When life doesn’t turn out like you expect

Following the Call

It was supposed to be a vacation. Five days in Lincoln, a friend’s graduation, and flying home. Then God stepped in and flipped my life upside down.

The first inkling came when I stepped on campus after having been graduated for four years.

I had been around the world, task forced, and started to settle down in my hometown, but as soon as I set foot on Union soil I felt like I belonged here somehow. Odd.

Things got weirder as I spent time on campus. Over the course of several days, I received numerous comments about Guaranteed Education and the Physician Assistant program, neither of which had ever seriously crossed my mind. As the weekend approached, I even found myself somewhat softening to the idea.

Wait, what happened to being done with school?!?

The fire ramped up at church that weekend. While the sermon was aimed at graduates and their “open doors” for the future, they ironically weren’t even present. All the more emphasis, however, on the “open door” standing right in front of me.

It was becoming blatantly clear what God had in mind; too bad it was everything but what I wanted to do. Why does God’s will always have to be 180 degrees different from mine?

My friend pounded the last nail into the coffin. “You could stay for a summer class.” I was packing to leave, and the idea seemed crazy.

Take off work for an entire month, so I could take (probably fail) the second half of a chemistry class I attended seven years ago. It would never work.

Fast-forward a year and a half. It did work. Somehow, I passed the class. Somehow, things at work were spaced just right so I could afford to be gone for an entire month. Somehow all the pieces fit together perfectly. Yet as amazing as it was, it wasn’t a mystery to me. I serve a God who is greater than chance.

The calling of God, though often unexpected, isn’t unplanned. Every detail is set in place ahead of time, waiting to be claimed by faith. Through all life’s uncertainness, there is peace if we can learn to trust Him.

If we decide to trust Him.

Faith is like a muscle. With resistance, it grows strong; without, it wastes away.

Daily we are given opportunities to see God work, and, whether we like it or not, what we do with those opportunities will eventually determine how we react in the bigger tests. Heeding the little calls, strange as they may seem sometime form in us the habit of actually responding when called to action.

Submission to the Spirit in the little things also allows us benefits not immediately seen in the larger tests: viewing the results of our faith. Since the small things are so immediate to life in the present, we often see results right away.

Thus we are trained to see beyond the present.

In the little things and the big, God calls us to trust Him. We have to choose. We have to act. He’s in the business of leading our lives for a reason. The more I see of my path, the more amazed I become. Coming here wasn’t just for vacation.


Ginger Hany is a senior studying biomedical science.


What the task asks -
An exact copy of the entries below is required, with all pictures removed.

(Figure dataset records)

= = = = = = =

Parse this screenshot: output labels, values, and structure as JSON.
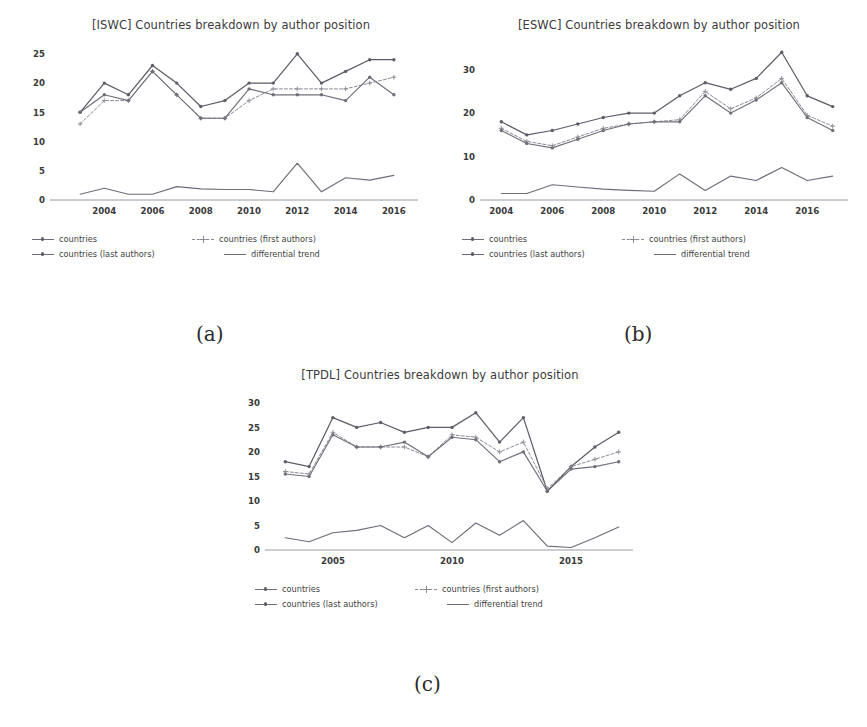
{
  "page": {
    "background": "#ffffff",
    "captions": [
      {
        "id": "a",
        "text": "(a)"
      },
      {
        "id": "b",
        "text": "(b)"
      },
      {
        "id": "c",
        "text": "(c)"
      }
    ]
  },
  "legend_labels": {
    "countries": "countries",
    "countries_first": "countries (first authors)",
    "countries_last": "countries (last authors)",
    "differential": "differential trend"
  },
  "colors": {
    "countries": "#5d5d68",
    "countries_first": "#8a8a94",
    "countries_last": "#6f6f7a",
    "differential": "#6d6d78",
    "axis": "#9a9aa2",
    "text": "#3b3b3b"
  },
  "chart_data": [
    {
      "id": "iswc",
      "type": "line",
      "title": "[ISWC] Countries breakdown by author position",
      "xlabel": "",
      "ylabel": "",
      "grid": false,
      "legend_position": "below",
      "xlim": [
        2002,
        2017
      ],
      "ylim": [
        0,
        26
      ],
      "yticks": [
        0,
        5,
        10,
        15,
        20,
        25
      ],
      "xticks": [
        2004,
        2006,
        2008,
        2010,
        2012,
        2014,
        2016
      ],
      "x": [
        2003,
        2004,
        2005,
        2006,
        2007,
        2008,
        2009,
        2010,
        2011,
        2012,
        2013,
        2014,
        2015,
        2016,
        2017
      ],
      "series": [
        {
          "name": "countries",
          "values": [
            15,
            20,
            18,
            23,
            20,
            16,
            17,
            20,
            20,
            25,
            20,
            22,
            24,
            24,
            null
          ]
        },
        {
          "name": "countries (first authors)",
          "values": [
            13,
            17,
            17,
            22,
            18,
            14,
            14,
            17,
            19,
            19,
            19,
            19,
            20,
            21,
            null
          ]
        },
        {
          "name": "countries (last authors)",
          "values": [
            15,
            18,
            17,
            22,
            18,
            14,
            14,
            19,
            18,
            18,
            18,
            17,
            21,
            18,
            null
          ]
        },
        {
          "name": "differential trend",
          "values": [
            1,
            2,
            1,
            1,
            2.3,
            1.9,
            1.8,
            1.8,
            1.4,
            6.3,
            1.4,
            3.8,
            3.4,
            4.2,
            null
          ]
        }
      ]
    },
    {
      "id": "eswc",
      "type": "line",
      "title": "[ESWC] Countries breakdown by author position",
      "xlabel": "",
      "ylabel": "",
      "grid": false,
      "legend_position": "below",
      "xlim": [
        2003.4,
        2017.6
      ],
      "ylim": [
        0,
        35
      ],
      "yticks": [
        0,
        10,
        20,
        30
      ],
      "xticks": [
        2004,
        2006,
        2008,
        2010,
        2012,
        2014,
        2016
      ],
      "x": [
        2004,
        2005,
        2006,
        2007,
        2008,
        2009,
        2010,
        2011,
        2012,
        2013,
        2014,
        2015,
        2016,
        2017
      ],
      "series": [
        {
          "name": "countries",
          "values": [
            18,
            15,
            16,
            17.5,
            19,
            20,
            20,
            24,
            27,
            25.5,
            28,
            34,
            24,
            21.5
          ]
        },
        {
          "name": "countries (first authors)",
          "values": [
            16.5,
            13.5,
            12.5,
            14.5,
            16.5,
            17.5,
            18,
            18.5,
            25,
            21,
            23.5,
            28,
            19.5,
            17
          ]
        },
        {
          "name": "countries (last authors)",
          "values": [
            16,
            13,
            12,
            14,
            16,
            17.5,
            18,
            18,
            24,
            20,
            23,
            27,
            19,
            16
          ]
        },
        {
          "name": "differential trend",
          "values": [
            1.5,
            1.5,
            3.5,
            3,
            2.5,
            2.2,
            2,
            6,
            2.2,
            5.5,
            4.5,
            7.5,
            4.5,
            5.5
          ]
        }
      ]
    },
    {
      "id": "tpdl",
      "type": "line",
      "title": "[TPDL] Countries breakdown by author position",
      "xlabel": "",
      "ylabel": "",
      "grid": false,
      "legend_position": "below",
      "xlim": [
        2002.4,
        2017.6
      ],
      "ylim": [
        0,
        31
      ],
      "yticks": [
        0,
        5,
        10,
        15,
        20,
        25,
        30
      ],
      "xticks": [
        2005,
        2010,
        2015
      ],
      "x": [
        2003,
        2004,
        2005,
        2006,
        2007,
        2008,
        2009,
        2010,
        2011,
        2012,
        2013,
        2014,
        2015,
        2016,
        2017
      ],
      "series": [
        {
          "name": "countries",
          "values": [
            18,
            17,
            27,
            25,
            26,
            24,
            25,
            25,
            28,
            22,
            27,
            12,
            17,
            21,
            24
          ]
        },
        {
          "name": "countries (first authors)",
          "values": [
            16,
            15.5,
            24,
            21,
            21,
            21,
            19,
            23.5,
            23,
            20,
            22,
            12.5,
            17,
            18.5,
            20
          ]
        },
        {
          "name": "countries (last authors)",
          "values": [
            15.5,
            15,
            23.5,
            21,
            21,
            22,
            19,
            23,
            22.5,
            18,
            20,
            12,
            16.5,
            17,
            18
          ]
        },
        {
          "name": "differential trend",
          "values": [
            2.5,
            1.7,
            3.5,
            4,
            5,
            2.5,
            5,
            1.5,
            5.5,
            3,
            6,
            0.8,
            0.5,
            2.5,
            4.7
          ]
        }
      ]
    }
  ]
}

= = = = = = =

Task answer -
Parse this screenshot: output labels, values, and structure as JSON.
{
  "page": {
    "background": "#ffffff",
    "captions": [
      {
        "id": "a",
        "text": "(a)"
      },
      {
        "id": "b",
        "text": "(b)"
      },
      {
        "id": "c",
        "text": "(c)"
      }
    ]
  },
  "legend_labels": {
    "countries": "countries",
    "countries_first": "countries (first authors)",
    "countries_last": "countries (last authors)",
    "differential": "differential trend"
  },
  "colors": {
    "countries": "#5d5d68",
    "countries_first": "#8a8a94",
    "countries_last": "#6f6f7a",
    "differential": "#6d6d78",
    "axis": "#9a9aa2",
    "text": "#3b3b3b"
  },
  "chart_data": [
    {
      "id": "iswc",
      "type": "line",
      "title": "[ISWC] Countries breakdown by author position",
      "xlabel": "",
      "ylabel": "",
      "grid": false,
      "legend_position": "below",
      "xlim": [
        2002,
        2017
      ],
      "ylim": [
        0,
        26
      ],
      "yticks": [
        0,
        5,
        10,
        15,
        20,
        25
      ],
      "xticks": [
        2004,
        2006,
        2008,
        2010,
        2012,
        2014,
        2016
      ],
      "x": [
        2003,
        2004,
        2005,
        2006,
        2007,
        2008,
        2009,
        2010,
        2011,
        2012,
        2013,
        2014,
        2015,
        2016,
        2017
      ],
      "series": [
        {
          "name": "countries",
          "values": [
            15,
            20,
            18,
            23,
            20,
            16,
            17,
            20,
            20,
            25,
            20,
            22,
            24,
            24,
            null
          ]
        },
        {
          "name": "countries (first authors)",
          "values": [
            13,
            17,
            17,
            22,
            18,
            14,
            14,
            17,
            19,
            19,
            19,
            19,
            20,
            21,
            null
          ]
        },
        {
          "name": "countries (last authors)",
          "values": [
            15,
            18,
            17,
            22,
            18,
            14,
            14,
            19,
            18,
            18,
            18,
            17,
            21,
            18,
            null
          ]
        },
        {
          "name": "differential trend",
          "values": [
            1,
            2,
            1,
            1,
            2.3,
            1.9,
            1.8,
            1.8,
            1.4,
            6.3,
            1.4,
            3.8,
            3.4,
            4.2,
            null
          ]
        }
      ]
    },
    {
      "id": "eswc",
      "type": "line",
      "title": "[ESWC] Countries breakdown by author position",
      "xlabel": "",
      "ylabel": "",
      "grid": false,
      "legend_position": "below",
      "xlim": [
        2003.4,
        2017.6
      ],
      "ylim": [
        0,
        35
      ],
      "yticks": [
        0,
        10,
        20,
        30
      ],
      "xticks": [
        2004,
        2006,
        2008,
        2010,
        2012,
        2014,
        2016
      ],
      "x": [
        2004,
        2005,
        2006,
        2007,
        2008,
        2009,
        2010,
        2011,
        2012,
        2013,
        2014,
        2015,
        2016,
        2017
      ],
      "series": [
        {
          "name": "countries",
          "values": [
            18,
            15,
            16,
            17.5,
            19,
            20,
            20,
            24,
            27,
            25.5,
            28,
            34,
            24,
            21.5
          ]
        },
        {
          "name": "countries (first authors)",
          "values": [
            16.5,
            13.5,
            12.5,
            14.5,
            16.5,
            17.5,
            18,
            18.5,
            25,
            21,
            23.5,
            28,
            19.5,
            17
          ]
        },
        {
          "name": "countries (last authors)",
          "values": [
            16,
            13,
            12,
            14,
            16,
            17.5,
            18,
            18,
            24,
            20,
            23,
            27,
            19,
            16
          ]
        },
        {
          "name": "differential trend",
          "values": [
            1.5,
            1.5,
            3.5,
            3,
            2.5,
            2.2,
            2,
            6,
            2.2,
            5.5,
            4.5,
            7.5,
            4.5,
            5.5
          ]
        }
      ]
    },
    {
      "id": "tpdl",
      "type": "line",
      "title": "[TPDL] Countries breakdown by author position",
      "xlabel": "",
      "ylabel": "",
      "grid": false,
      "legend_position": "below",
      "xlim": [
        2002.4,
        2017.6
      ],
      "ylim": [
        0,
        31
      ],
      "yticks": [
        0,
        5,
        10,
        15,
        20,
        25,
        30
      ],
      "xticks": [
        2005,
        2010,
        2015
      ],
      "x": [
        2003,
        2004,
        2005,
        2006,
        2007,
        2008,
        2009,
        2010,
        2011,
        2012,
        2013,
        2014,
        2015,
        2016,
        2017
      ],
      "series": [
        {
          "name": "countries",
          "values": [
            18,
            17,
            27,
            25,
            26,
            24,
            25,
            25,
            28,
            22,
            27,
            12,
            17,
            21,
            24
          ]
        },
        {
          "name": "countries (first authors)",
          "values": [
            16,
            15.5,
            24,
            21,
            21,
            21,
            19,
            23.5,
            23,
            20,
            22,
            12.5,
            17,
            18.5,
            20
          ]
        },
        {
          "name": "countries (last authors)",
          "values": [
            15.5,
            15,
            23.5,
            21,
            21,
            22,
            19,
            23,
            22.5,
            18,
            20,
            12,
            16.5,
            17,
            18
          ]
        },
        {
          "name": "differential trend",
          "values": [
            2.5,
            1.7,
            3.5,
            4,
            5,
            2.5,
            5,
            1.5,
            5.5,
            3,
            6,
            0.8,
            0.5,
            2.5,
            4.7
          ]
        }
      ]
    }
  ]
}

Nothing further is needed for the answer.